Many critics have tried to prove this proposition (the most famous of these is Robert Warshaw's essay "The Western" included in Dan Talbot's Film: An Anthology). Their reliance either on not calling a film a western merely because it does not fit a presupposition or on setting up as many as ten distinct types of westerns (the lone man western, the calvary western, the adult neurotic western, etc.) should be evidence in itself of the dubious quality of this theory. However, what concerns me more at this moment is the effect this idea has on filmmakers themselves...

Author: By Terry CURTIS Fox, | Title: Grit | 7/15/1969 | See Source »

Probably hoping that Bickett himself will recommend a reduction in the sentences, Governor Robert Scott has yet to act on a plea for executive clemency. A biracial group called the "Committee for Equal Justice" is circulating petitions on behalf of the imprisoned youths...

Author: /time Magazine | Title: Criminal Justice: Are Courts More Severe With Black Defendants? | 7/11/1969 | See Source »

...Johnson's favorites was Continental Airlines, headed by Robert Six, a rangy, gregarious airline pioneer who happens to be a gung-ho Democrat and a Johnson pal. Continental was also the U.S.'s "spook" airline in Viet Nam, flying many CIA missions. It was only natural for Six to expect some rewards -and only natural for Johnson to grant them. He awarded Continental some rich runs to the South Pacific (TIME, Dec. 27). But no sooner had Nixon taken the oath than he rescinded the awards...

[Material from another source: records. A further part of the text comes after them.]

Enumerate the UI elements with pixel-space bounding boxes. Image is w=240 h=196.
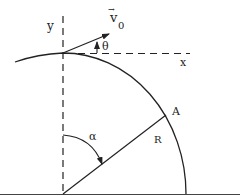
radius-line [63, 115, 166, 194]
theta-label: θ [102, 40, 109, 53]
point-a-label: A [171, 105, 181, 118]
diagram-svg: y → v 0 θ x A R α [0, 0, 240, 196]
velocity-label: v [109, 10, 118, 25]
y-axis-label: y [46, 19, 54, 33]
velocity-subscript: 0 [118, 20, 124, 31]
hemisphere-arc [15, 53, 186, 194]
x-axis-label: x [180, 56, 187, 69]
radius-label: R [154, 134, 162, 145]
alpha-label: α [89, 130, 97, 143]
projectile-hemisphere-diagram: y → v 0 θ x A R α [0, 0, 240, 196]
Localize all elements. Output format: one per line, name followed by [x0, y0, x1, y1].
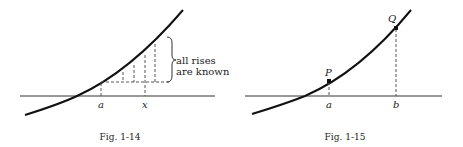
- figure-1-15: P Q a b Fig. 1-15: [245, 10, 442, 142]
- label-b: b: [393, 99, 399, 110]
- label-Q: Q: [388, 13, 396, 24]
- annotation-line1: all rises: [176, 55, 216, 66]
- caption-fig-1-15: Fig. 1-15: [325, 132, 366, 142]
- figure-canvas: all rises are known a x Fig. 1-14 P Q a …: [0, 0, 463, 147]
- figure-1-14: all rises are known a x Fig. 1-14: [20, 10, 230, 142]
- caption-fig-1-14: Fig. 1-14: [100, 132, 141, 142]
- label-P: P: [324, 67, 332, 78]
- label-x: x: [142, 99, 148, 110]
- label-a: a: [326, 99, 332, 110]
- point-P: [327, 79, 331, 83]
- figures-svg: all rises are known a x Fig. 1-14 P Q a …: [0, 0, 463, 147]
- curve: [25, 10, 183, 115]
- label-a: a: [98, 99, 104, 110]
- point-Q: [394, 26, 398, 30]
- brace: [167, 37, 176, 82]
- rise-dashes: [101, 44, 170, 96]
- annotation-line2: are known: [176, 66, 230, 77]
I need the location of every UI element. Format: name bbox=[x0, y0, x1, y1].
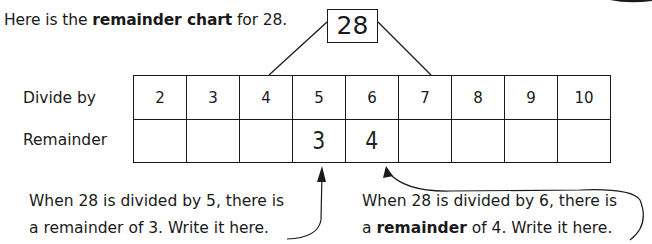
caption-text: a bbox=[362, 219, 376, 237]
divisor-cell: 7 bbox=[399, 76, 452, 120]
remainder-row: 3 4 bbox=[134, 120, 611, 163]
caption-line: When 28 is divided by 5, there is bbox=[29, 188, 284, 215]
intro-bold-term: remainder chart bbox=[92, 11, 232, 29]
remainder-cell-4[interactable] bbox=[240, 120, 293, 163]
remainder-cell-2[interactable] bbox=[134, 120, 187, 163]
divisor-cell: 2 bbox=[134, 76, 187, 120]
left-connector-line bbox=[269, 22, 327, 75]
intro-suffix: for 28. bbox=[232, 11, 287, 29]
divisor-cell: 4 bbox=[240, 76, 293, 120]
right-connector-line bbox=[378, 22, 431, 75]
intro-prefix: Here is the bbox=[4, 11, 92, 29]
remainder-cell-7[interactable] bbox=[399, 120, 452, 163]
remainder-chart-table: 2 3 4 5 6 7 8 9 10 3 4 bbox=[133, 75, 611, 163]
divisor-cell: 3 bbox=[187, 76, 240, 120]
arrow-head-five bbox=[317, 166, 326, 182]
caption-divide-by-six: When 28 is divided by 6, there is a rema… bbox=[362, 188, 617, 242]
divisor-row: 2 3 4 5 6 7 8 9 10 bbox=[134, 76, 611, 120]
caption-line: a remainder of 3. Write it here. bbox=[29, 215, 284, 242]
divisor-cell: 8 bbox=[452, 76, 505, 120]
remainder-value: 3 bbox=[313, 127, 326, 155]
arrow-to-five bbox=[287, 172, 322, 239]
divisor-cell: 5 bbox=[293, 76, 346, 120]
arrow-head-six bbox=[383, 166, 393, 178]
divisor-cell: 6 bbox=[346, 76, 399, 120]
caption-text: of 4. Write it here. bbox=[467, 219, 613, 237]
remainder-cell-3[interactable] bbox=[187, 120, 240, 163]
divisor-cell: 10 bbox=[558, 76, 611, 120]
remainder-cell-6[interactable]: 4 bbox=[346, 120, 399, 163]
remainder-cell-5[interactable]: 3 bbox=[293, 120, 346, 163]
remainder-cell-10[interactable] bbox=[558, 120, 611, 163]
intro-text: Here is the remainder chart for 28. bbox=[4, 11, 287, 29]
caption-bold-term: remainder bbox=[376, 219, 466, 237]
remainder-cell-8[interactable] bbox=[452, 120, 505, 163]
remainder-value: 4 bbox=[366, 127, 379, 155]
caption-line: When 28 is divided by 6, there is bbox=[362, 188, 617, 215]
remainder-cell-9[interactable] bbox=[505, 120, 558, 163]
caption-line: a remainder of 4. Write it here. bbox=[362, 215, 617, 242]
corner-decoration bbox=[610, 0, 652, 2]
caption-divide-by-five: When 28 is divided by 5, there is a rema… bbox=[29, 188, 284, 242]
row-label-remainder: Remainder bbox=[23, 131, 107, 149]
row-label-divide-by: Divide by bbox=[23, 89, 96, 107]
dividend-box: 28 bbox=[327, 9, 378, 43]
divisor-cell: 9 bbox=[505, 76, 558, 120]
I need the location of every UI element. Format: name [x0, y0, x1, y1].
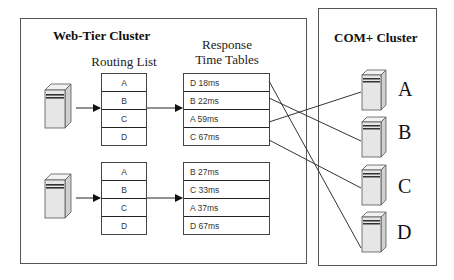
response-time-row: D 67ms: [184, 217, 269, 234]
routing-list-row: A: [102, 74, 146, 92]
response-time-row: C 67ms: [184, 128, 269, 145]
web-server-icon-2: [43, 172, 73, 220]
routing-list-2: A B C D: [101, 162, 147, 235]
com-server-icon-a: [360, 68, 388, 112]
com-server-icon-c: [360, 163, 388, 207]
response-time-row: D 18ms: [184, 74, 269, 92]
response-time-row: A 37ms: [184, 199, 269, 217]
routing-list-row: D: [102, 217, 146, 234]
com-server-label-d: D: [397, 221, 411, 244]
routing-list-1: A B C D: [101, 73, 147, 146]
response-time-row: C 33ms: [184, 181, 269, 199]
response-time-caption: Response Time Tables: [183, 37, 271, 67]
web-server-icon-1: [43, 82, 73, 130]
response-time-caption-line1: Response: [183, 37, 271, 52]
com-server-label-c: C: [398, 175, 411, 198]
response-time-table-1: D 18ms B 22ms A 59ms C 67ms: [183, 73, 270, 146]
com-server-label-b: B: [398, 121, 411, 144]
web-tier-cluster-title: Web-Tier Cluster: [53, 28, 150, 44]
response-time-caption-line2: Time Tables: [183, 52, 271, 67]
routing-list-row: C: [102, 110, 146, 128]
routing-list-row: C: [102, 199, 146, 217]
routing-list-row: D: [102, 128, 146, 145]
com-cluster-title: COM+ Cluster: [334, 30, 418, 46]
routing-list-caption: Routing List: [90, 54, 158, 69]
routing-list-row: B: [102, 92, 146, 110]
com-server-label-a: A: [398, 78, 412, 101]
routing-list-row: B: [102, 181, 146, 199]
response-time-table-2: B 27ms C 33ms A 37ms D 67ms: [183, 162, 270, 235]
com-server-icon-d: [360, 210, 388, 254]
com-server-icon-b: [360, 115, 388, 159]
response-time-row: B 22ms: [184, 92, 269, 110]
response-time-row: B 27ms: [184, 163, 269, 181]
response-time-row: A 59ms: [184, 110, 269, 128]
routing-list-row: A: [102, 163, 146, 181]
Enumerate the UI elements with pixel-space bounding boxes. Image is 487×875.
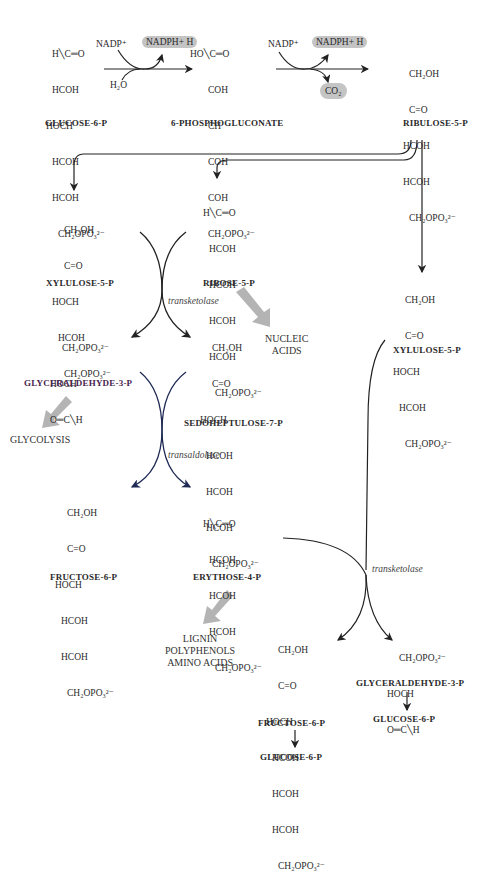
struct-row: COH [208,156,255,168]
struct-row: HCOH [52,156,105,168]
ribulose5p-structure: CH₂OH C=O HCOH HCOH CH₂OPO₃²⁻ [403,44,456,236]
g3p-bottom-structure: CH₂OPO₃²⁻ HOCH O═C╲H [387,628,446,748]
fructose6p-left-label: FRUCTOSE-6-P [50,572,117,582]
transketolase-label-3: transketolase [372,564,423,574]
struct-row: COH [208,84,255,96]
struct-row: HCOH [403,176,456,188]
struct-row: HOCH [52,296,111,308]
erythrose4p-label: ERYTHOSE-4-P [193,572,261,582]
struct-row: CH₂OH [67,507,114,519]
transaldolase-label: transaldolase [168,450,220,460]
glycolysis-product: GLYCOLYSIS [10,434,70,446]
struct-row: H╲C═O [52,48,105,60]
nadph-out-arrow-1 [118,50,162,69]
product-line: POLYPHENOLS [165,645,235,657]
struct-row: CH₂OH [212,342,259,354]
struct-row: HCOH [399,402,452,414]
struct-row: CH₂OH [405,294,452,306]
ribose5p-label: RIBOSE-5-P [203,278,255,288]
struct-row: CH₂OH [409,68,456,80]
co2-out: CO₂ [320,83,347,99]
struct-row: C=O [278,680,325,692]
xylulose-right-descent [366,340,385,570]
struct-row: HCOH [209,243,262,255]
product-line: ACIDS [265,345,308,357]
struct-row: C=O [67,543,114,555]
ribulose5p-label: RIBULOSE-5-P [403,118,468,128]
fructose6p-left-structure: CH₂OH C=O HOCH HCOH HCOH CH₂OPO₃²⁻ [55,483,114,711]
co2-out-arrow [310,69,328,82]
struct-row: CH₂OPO₃²⁻ [409,212,456,224]
nadph-out-2: NADPH+ H [312,36,367,48]
struct-row: CH₂OPO₃²⁻ [67,687,114,699]
struct-row: CH₂OPO₃²⁻ [399,652,446,664]
struct-row: CH₂OPO₃²⁻ [405,438,452,450]
struct-row: H╲C═O [203,207,262,219]
product-line: AMINO ACIDS [165,657,235,669]
struct-row: CH₂OPO₃²⁻ [278,860,325,872]
struct-row: C=O [409,104,456,116]
product-line: LIGNIN [165,633,235,645]
glucose6p-label: GLUCOSE-6-P [45,118,107,128]
xylulose5p-right-structure: CH₂OH C=O HOCH HCOH CH₂OPO₃²⁻ [393,270,452,462]
struct-row: HOCH [393,366,452,378]
glucose6p-bottom-right-label: GLUCOSE-6-P [373,714,435,724]
phosphogluconate-label: 6-PHOSPHOGLUCONATE [171,118,283,128]
struct-row: C=O [212,378,259,390]
transketolase-curve-left [132,232,162,337]
struct-row: HCOH [52,84,105,96]
product-line: NUCLEIC [265,333,308,345]
struct-row: HCOH [403,140,456,152]
struct-row: CH₂OH [278,644,325,656]
nadph-out-arrow-2 [279,52,328,69]
struct-row: HCOH [61,651,114,663]
g3p-bottom-label: GLYCERALDEHYDE-3-P [356,678,464,688]
struct-row: HCOH [61,615,114,627]
struct-row: HOCH [387,688,446,700]
nadp-in-1: NADP⁺ [96,38,127,49]
struct-row: CH₂OPO₃²⁻ [62,342,109,354]
nucleic-acids-product: NUCLEIC ACIDS [265,333,308,357]
struct-row: HCOH [272,788,325,800]
transketolase-curve-right [162,232,190,337]
struct-row: O═C╲H [50,414,109,426]
xylulose5p-right-label: XYLULOSE-5-P [393,345,461,355]
struct-row: HCOH [209,590,262,602]
struct-row: H╲C═O [203,518,262,530]
lignin-product: LIGNIN POLYPHENOLS AMINO ACIDS [165,633,235,669]
transketolase-label-1: transketolase [168,296,219,306]
fructose6p-bottom-structure: CH₂OH C=O HOCH HCOH HCOH HCOH CH₂OPO₃²⁻ [266,620,325,875]
transaldolase-curve-right [162,372,190,487]
fructose6p-bottom-label: FRUCTOSE-6-P [258,718,325,728]
g3p-left-label: GLYCERALDEHYDE-3-P [24,378,132,388]
struct-row: HCOH [209,554,262,566]
struct-row: C=O [405,330,452,342]
struct-row: HO╲C═O [190,48,255,60]
water-in: H₂O [110,80,127,90]
sedoheptulose7p-label: SEDOHEPTULOSE-7-P [184,418,283,428]
struct-row: CH₂OH [64,224,111,236]
water-in-curve [122,69,140,80]
nadp-in-2: NADP⁺ [268,38,299,49]
glucose6p-bottom-left-label: GLUCOSE-6-P [260,752,322,762]
xylulose5p-left-label: XYLULOSE-5-P [46,278,114,288]
struct-row: O═C╲H [387,724,446,736]
transaldolase-curve-left [132,372,162,487]
struct-row: C=O [64,260,111,272]
struct-row: HCOH [272,824,325,836]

Author: /time Magazine | Title: Airlines: Playing Politics | 7/11/1969 | See Source »

TIME OUT OF HAND: REVOLUTION AND REACTION IN SOUTHEAST ASIA by Robert Shaplen. 465 pages. Harper...

Author: /time Magazine | Title: Books: Beyond the Mea Culpas | 7/11/1969 | See Source »

...Viet Nam. Yet in the long run, the political and economic development of the area's other nations, with their 250 million people, may prove more important to the stability of all Asia-and the world-than the bloody ground where the fighting now rages. Asserting this point, Robert Shaplen, The New Yorker's veteran correspondent in Asia, ventures beyond Viet Nam to invoke the longer perspectives of history and examine the problems and prospects of surrounding lands...

Author: /time Magazine | Title: Books: Beyond the Mea Culpas | 7/11/1969 | See Source »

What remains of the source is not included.